Bolun Li, Zhihong Sun, Tao Huang, Hongyu Zhang, Yao Wan, Ge Li, Zhi Jin, Chen Lyu

TL;DR

IRCoCo introduces immediate rewards-guided deep reinforcement learning for line-level code completion, addressing exposure bias and the dynamic nature of code edits. It combines supervised fine-tuning with DRL in an actor-critic framework, using lightweight quality evaluators trained on BLEU and Edit-Sim to provide per-token rewards that guide the LM during progressive code completion. The approach yields consistent improvements across Python and Java datasets and multiple pre-trained LMs, demonstrating the efficacy of immediate token-level feedback over traditional delayed-reward DRL. This work highlights the practical potential of immediate rewards to enhance context-sensitive code generation and offers a foundation for further refinement of reward shaping in code intelligence.

Abstract

Code completion aims to enhance programming productivity by predicting potential code based on the current programming context. Recently, pretrained language models (LMs) have become prominent in this field. Various approaches have been proposed to fine-tune LMs using supervised fine-tuning (SFT) techniques for code completion. However, the inherent exposure bias of these models can cause errors to accumulate early in the sequence completion, leading to even more errors in subsequent completions. To address this problem, deep reinforcement learning (DRL) is an alternative technique for fine-tuning LMs for code completion, which can improve the generalization capabilities and overall performance. Nevertheless, integrating DRL-based strategies into code completion faces two major challenges: 1) The dynamic nature of the code context requires the completion model to quickly adapt to changes, which poses difficulties for conventional DRL strategies that focus on delayed rewarding of the final code state. 2) It is difficult to evaluate the correctness of partial code, thus the reward redistribution-based strategies cannot be adapted to code completion. To tackle these challenges, we propose IRCoCo, a code completion-specific DRL-based fine-tuning framework. This framework is designed to provide immediate rewards as feedback for detecting dynamic context changes arising from continuous edits during code completion. With the aid of immediate feedback, the fine-tuned LM can gain a more precise understanding of the current context, thereby enabling effective adjustment of the LM and optimizing code completion in a more refined manner. Experimental results demonstrate that fine-tuning pretrained LMs with IRCoCo leads to significant improvements in the code completion task, outperforming both SFT-based and other DRL-based baselines.

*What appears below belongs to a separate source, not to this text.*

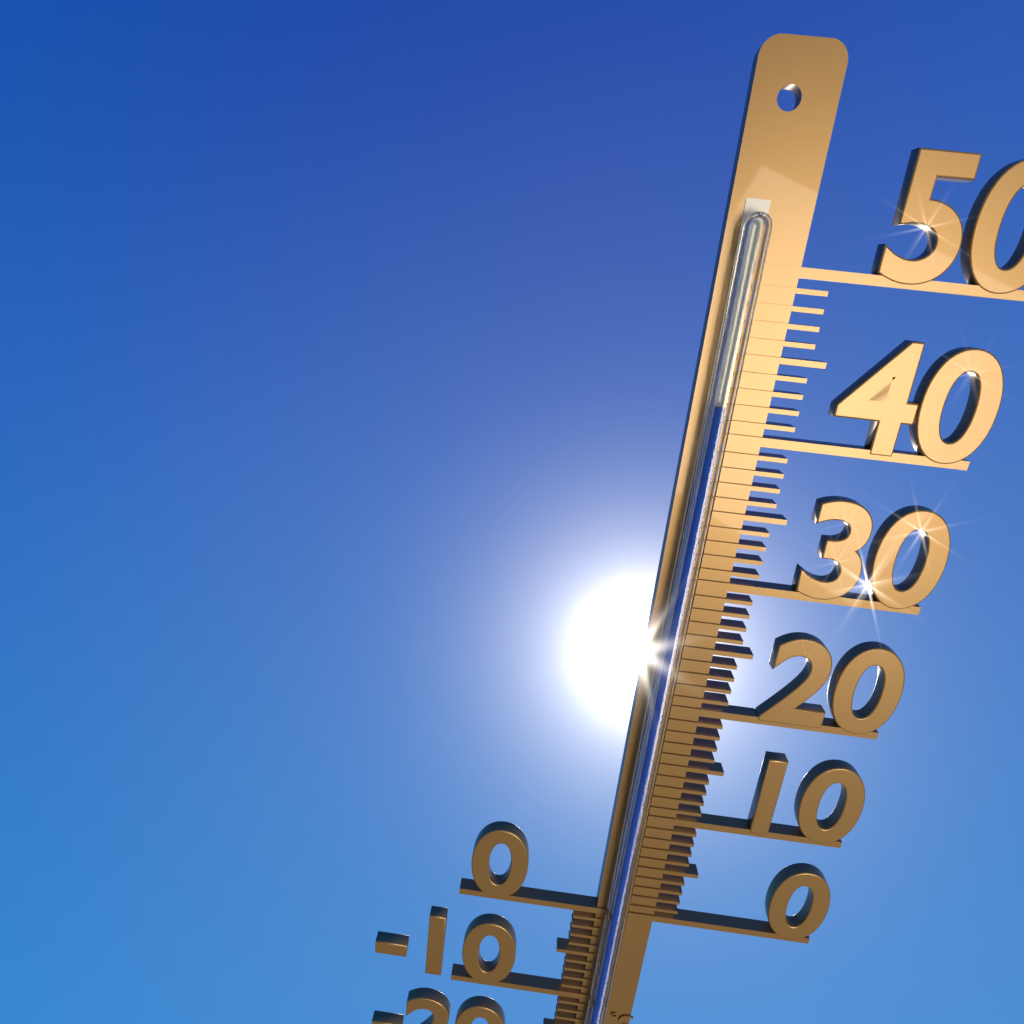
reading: 42 °C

IRCoCo: Immediate Rewards-Guided Deep Reinforcement Learning for Code Completion

TL;DR

IRCoCo introduces immediate rewards-guided deep reinforcement learning for line-level code completion, addressing exposure bias and the dynamic nature of code edits. It combines supervised fine-tuning with DRL in an actor-critic framework, using lightweight quality evaluators trained on BLEU and Edit-Sim to provide per-token rewards that guide the LM during progressive code completion. The approach yields consistent improvements across Python and Java datasets and multiple pre-trained LMs, demonstrating the efficacy of immediate token-level feedback over traditional delayed-reward DRL. This work highlights the practical potential of immediate rewards to enhance context-sensitive code generation and offers a foundation for further refinement of reward shaping in code intelligence.

Abstract

Code completion aims to enhance programming productivity by predicting potential code based on the current programming context. Recently, pretrained language models (LMs) have become prominent in this field. Various approaches have been proposed to fine-tune LMs using supervised fine-tuning (SFT) techniques for code completion. However, the inherent exposure bias of these models can cause errors to accumulate early in the sequence completion, leading to even more errors in subsequent completions. To address this problem, deep reinforcement learning (DRL) is an alternative technique for fine-tuning LMs for code completion, which can improve the generalization capabilities and overall performance. Nevertheless, integrating DRL-based strategies into code completion faces two major challenges: 1) The dynamic nature of the code context requires the completion model to quickly adapt to changes, which poses difficulties for conventional DRL strategies that focus on delayed rewarding of the final code state. 2) It is difficult to evaluate the correctness of partial code, thus the reward redistribution-based strategies cannot be adapted to code completion. To tackle these challenges, we propose IRCoCo, a code completion-specific DRL-based fine-tuning framework. This framework is designed to provide immediate rewards as feedback for detecting dynamic context changes arising from continuous edits during code completion. With the aid of immediate feedback, the fine-tuned LM can gain a more precise understanding of the current context, thereby enabling effective adjustment of the LM and optimizing code completion in a more refined manner. Experimental results demonstrate that fine-tuning pretrained LMs with IRCoCo leads to significant improvements in the code completion task, outperforming both SFT-based and other DRL-based baselines.
Paper Structure (25 sections, 11 equations, 6 figures, 4 tables, 1 algorithm)

This paper contains 25 sections, 11 equations, 6 figures, 4 tables, 1 algorithm.

Figures (6)

  • Figure 1: The developer-written code, completed by CodeGPT trained by SFT, completed by CodeGPT trained by DRL w/ delayed rewards.
  • Figure 2: Overview of the IRCoCo using the Actor-Critic Framework. First, the actor network samples synthetic samples. These samples are generated token by token and are sequentially added to the end of the incomplete code fragment. Afterward, they are rewarded by the critic. Leveraging these immediate rewards, the strategy is refined by integrating the IRCoCo framework, which employs a joint fine-tuning approach using SFT and DRL.
  • Figure 3: Overview of the Evaluator. Training the evaluator first requires preparing training data. In the training data preparation phase, we randomly split the complete code to obtain the incomplete code and reference code fragments. After that, we pass the incomplete code fragment through the LM to obtain the completed code and compute the score $s$. Finally, we pair the incomplete code fragment with the score $s$ to obtain the training data. In the training phase, we will obtain the score $s'$ by the evaluator, and the training goal is to minimize the MSE loss of $s$ and $s'$.
  • Figure 4: Comparison of the IRCoCo framework under different numbers of tokens (Py150 dataset).
  • Figure 5: Comparison of the IRCoCo framework under different numbers of tokens (Java Corpus dataset).